• **Description of the task**
Output the span of lines from the one that contains "The width and" through the end of the records, inclusive, exactly as written and free of pictures.
--- Supplied records Enclosed Below ---
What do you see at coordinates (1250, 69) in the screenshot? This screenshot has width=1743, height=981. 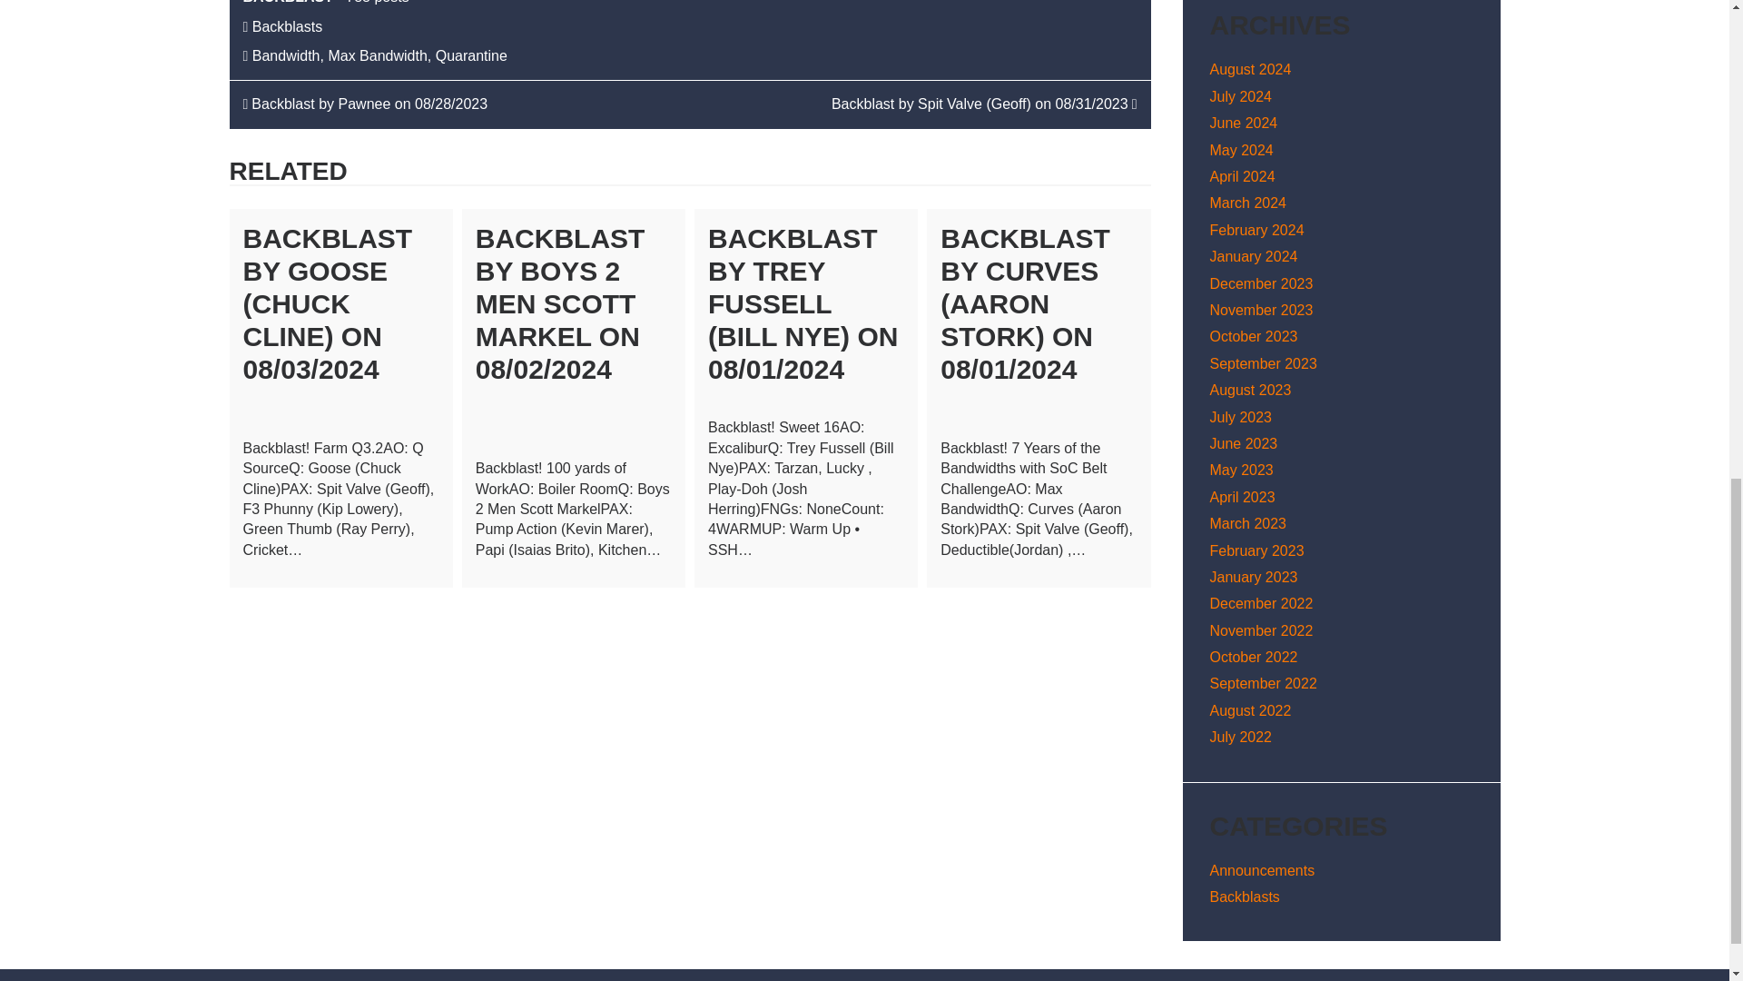 I see `August 2024` at bounding box center [1250, 69].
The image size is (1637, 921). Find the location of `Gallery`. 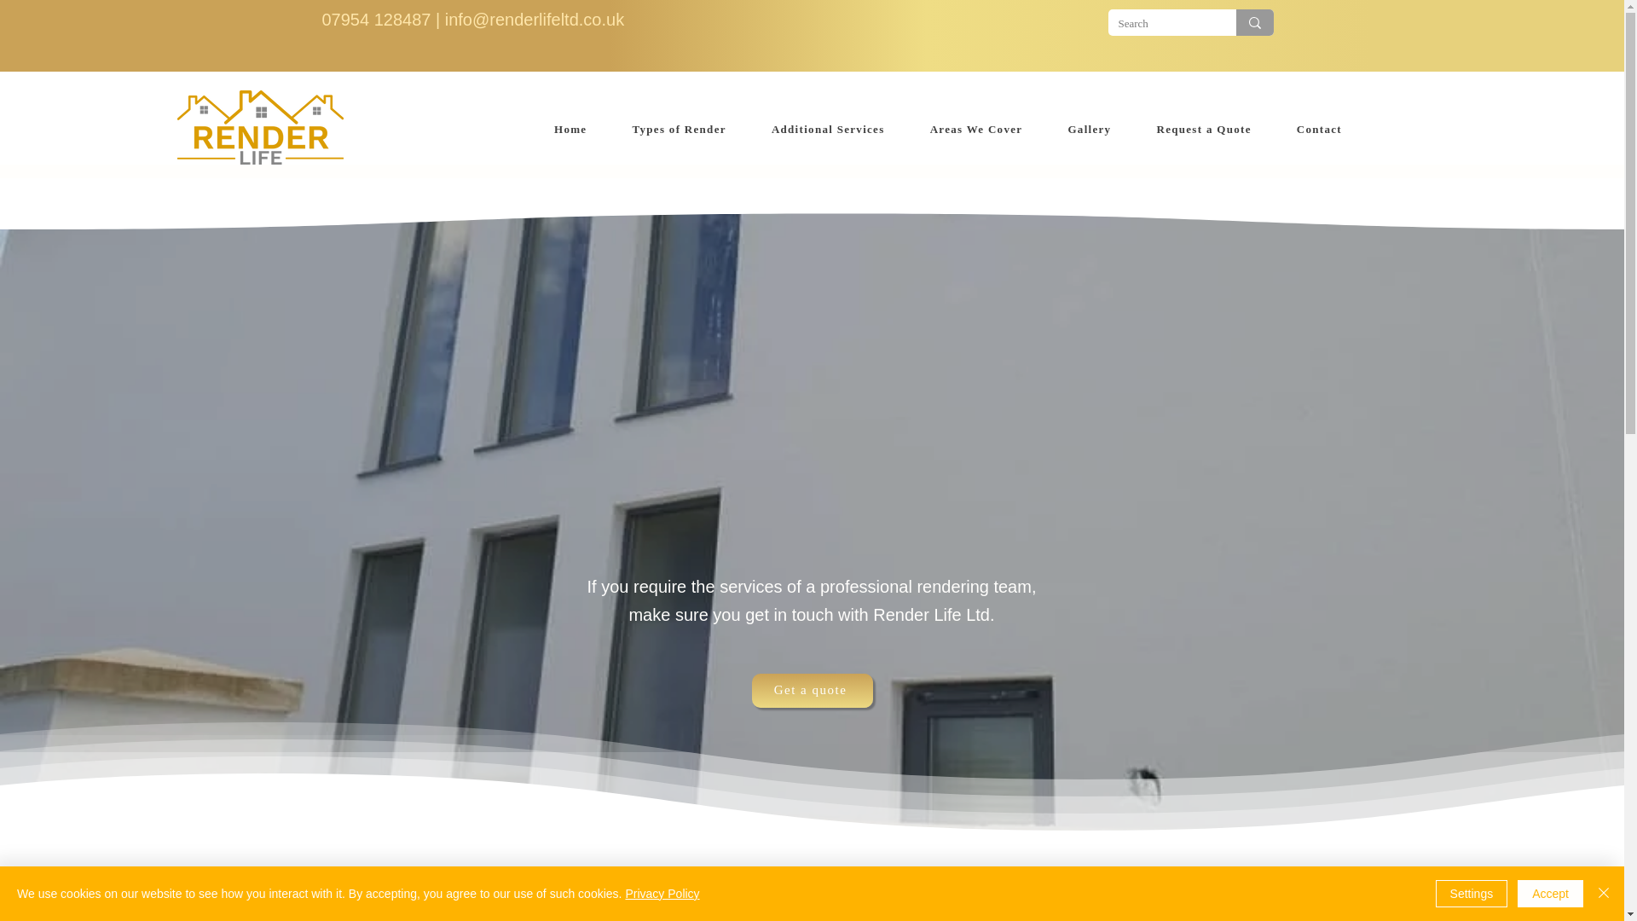

Gallery is located at coordinates (1090, 130).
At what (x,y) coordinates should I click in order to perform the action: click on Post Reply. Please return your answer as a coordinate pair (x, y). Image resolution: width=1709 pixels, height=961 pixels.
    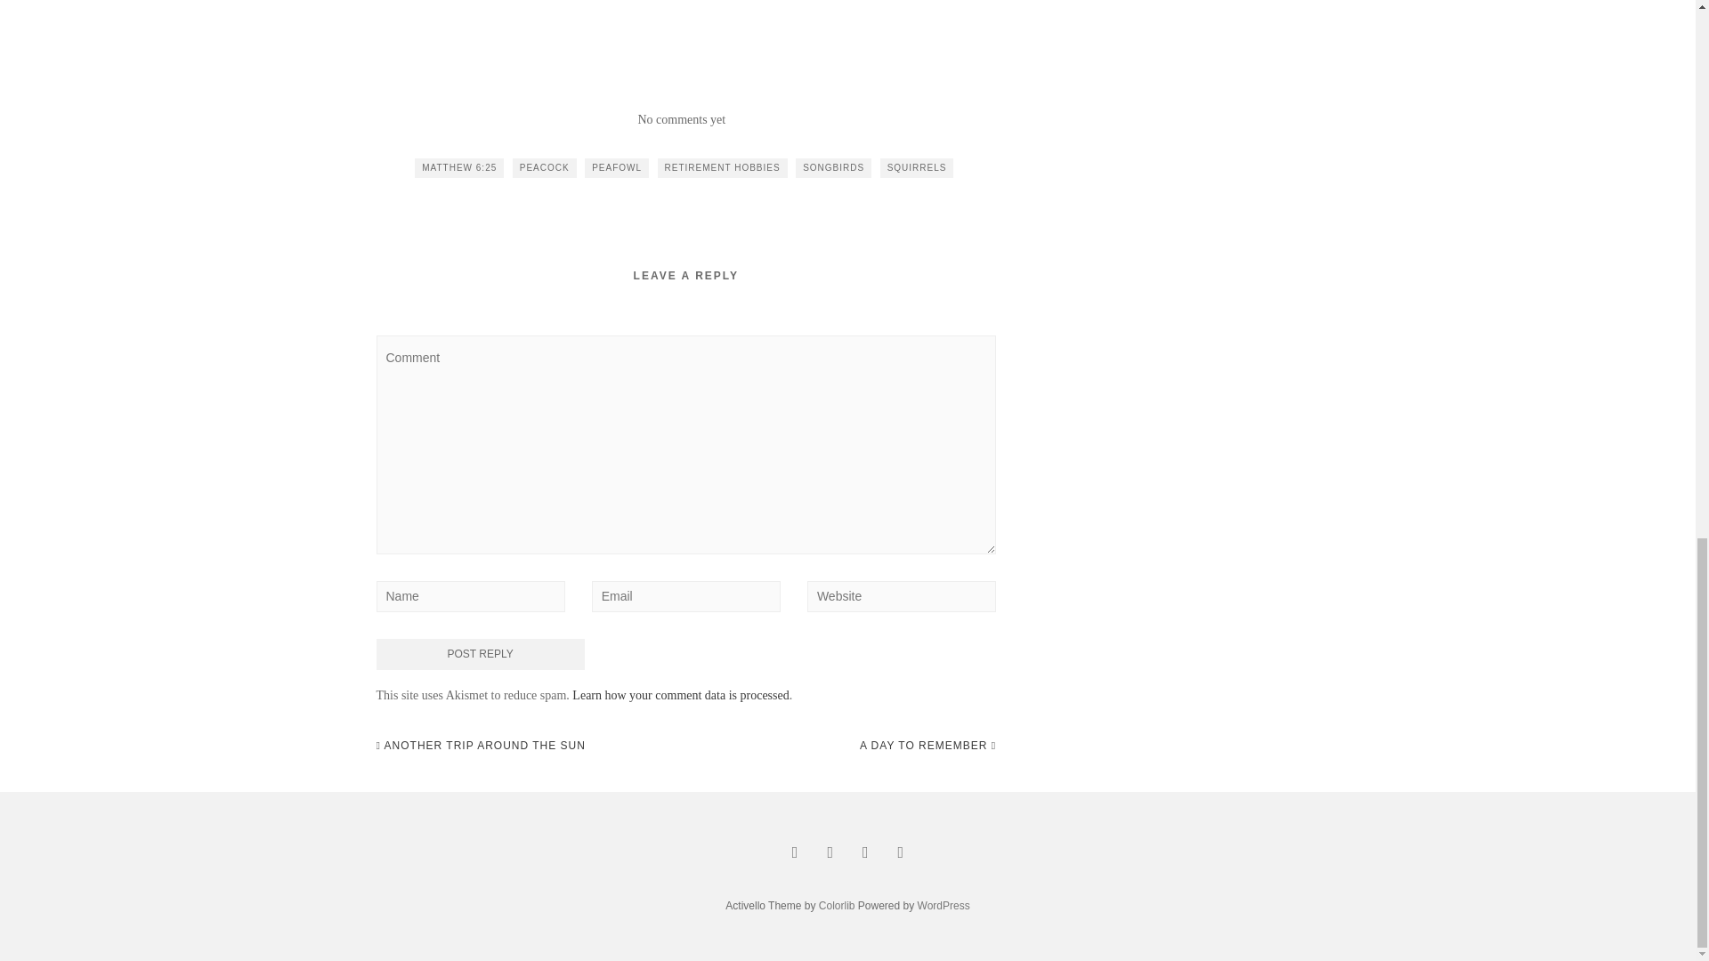
    Looking at the image, I should click on (480, 654).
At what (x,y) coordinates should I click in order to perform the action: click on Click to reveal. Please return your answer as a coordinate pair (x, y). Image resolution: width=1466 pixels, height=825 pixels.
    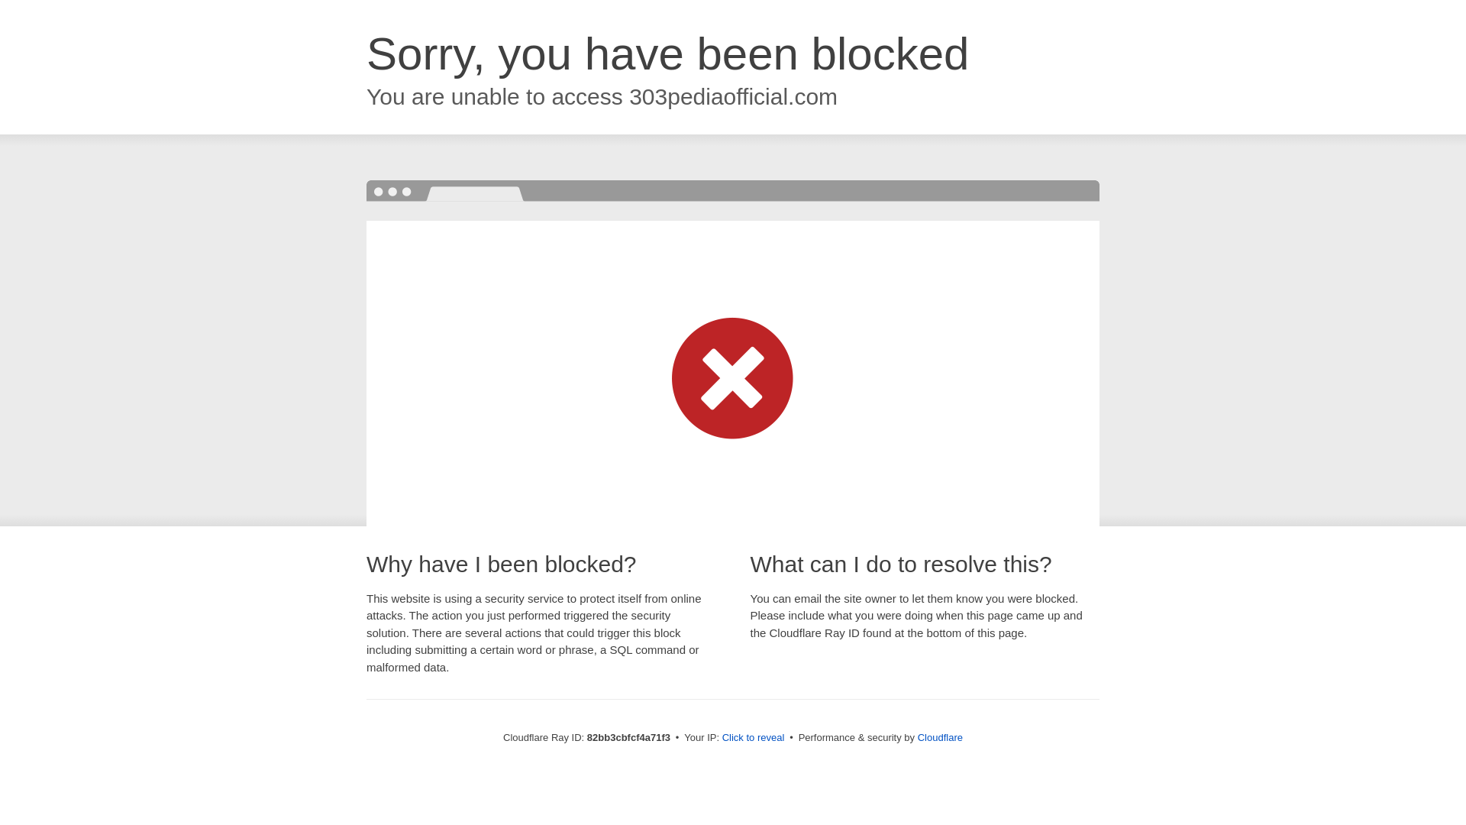
    Looking at the image, I should click on (754, 738).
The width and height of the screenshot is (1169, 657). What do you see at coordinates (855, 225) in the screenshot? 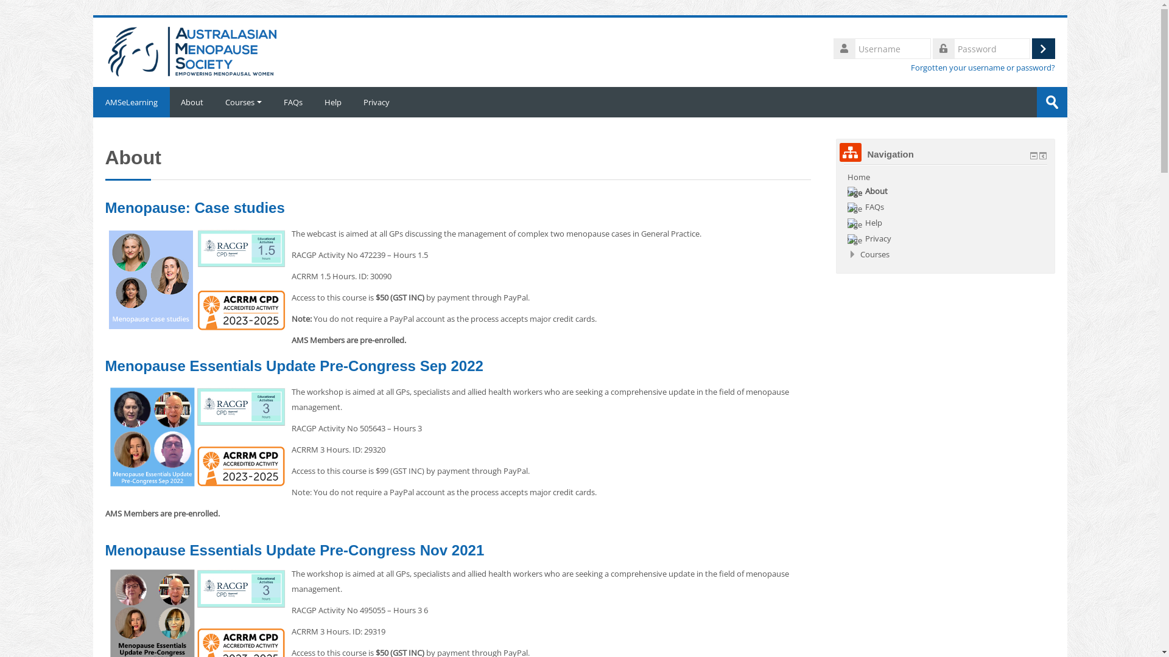
I see `Page` at bounding box center [855, 225].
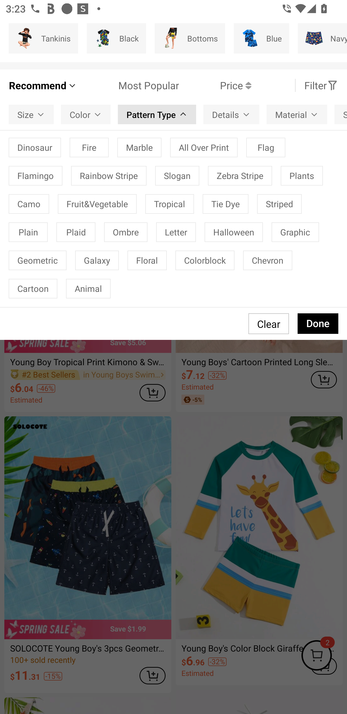  What do you see at coordinates (297, 114) in the screenshot?
I see `Material` at bounding box center [297, 114].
--- End of Enclosed Supplied records ---
• **Response to the task**
The width and height of the screenshot is (1169, 657). What do you see at coordinates (855, 225) in the screenshot? 
I see `Page` at bounding box center [855, 225].
  What do you see at coordinates (297, 114) in the screenshot?
I see `Material` at bounding box center [297, 114].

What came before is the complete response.